◆ **WHAT IS EXPECTED**
Skip the images; return every entry exactly.

◆ **INFORMATION GIVEN**
------------------------

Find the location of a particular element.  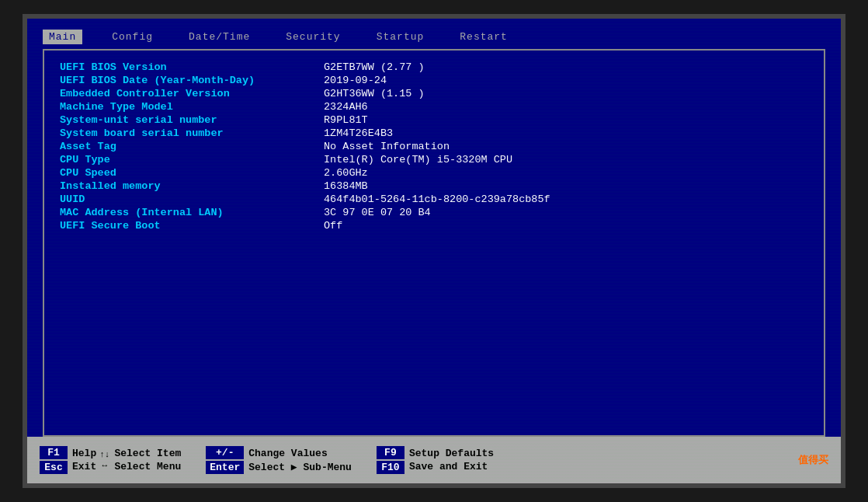

arrow-lr: ↔ is located at coordinates (106, 465).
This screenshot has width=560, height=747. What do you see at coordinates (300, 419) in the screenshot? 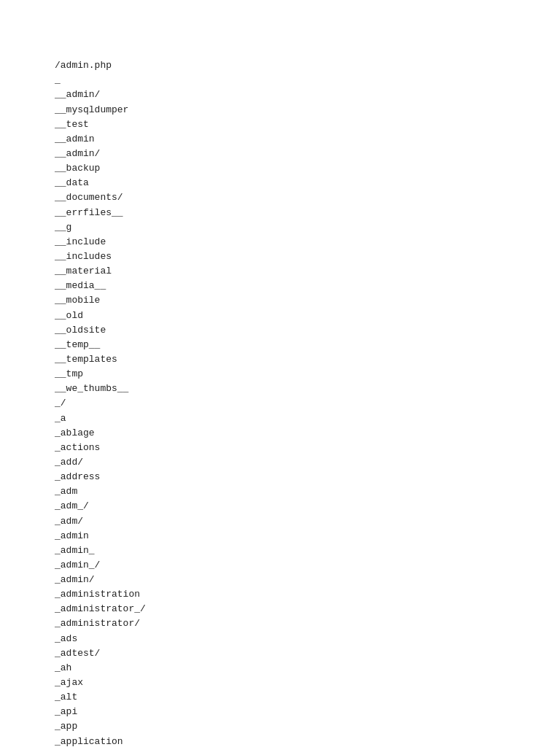
I see `list-item: _a` at bounding box center [300, 419].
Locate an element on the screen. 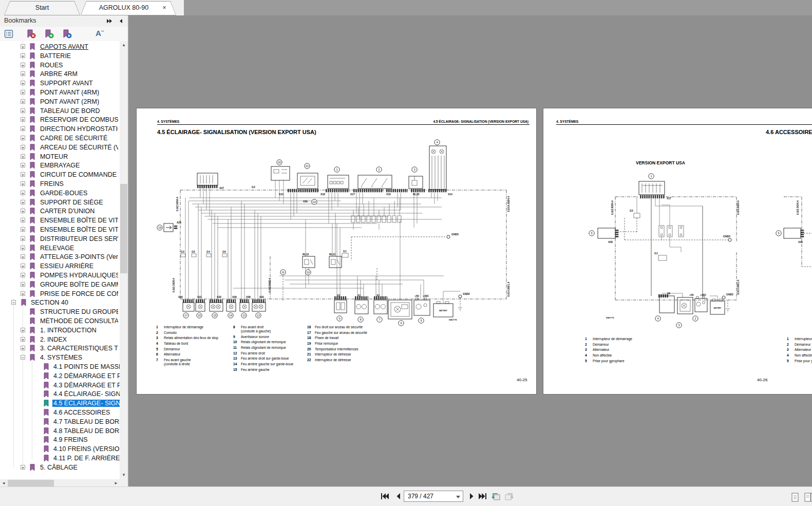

------------------------

◆ **RESPONSE BELOW**
Find the location of a particular element.  

arrow-lr: ↔ is located at coordinates (106, 465).
This screenshot has width=560, height=747. What do you see at coordinates (300, 419) in the screenshot? 
I see `list-item: _a` at bounding box center [300, 419].
Locate an element on the screen. 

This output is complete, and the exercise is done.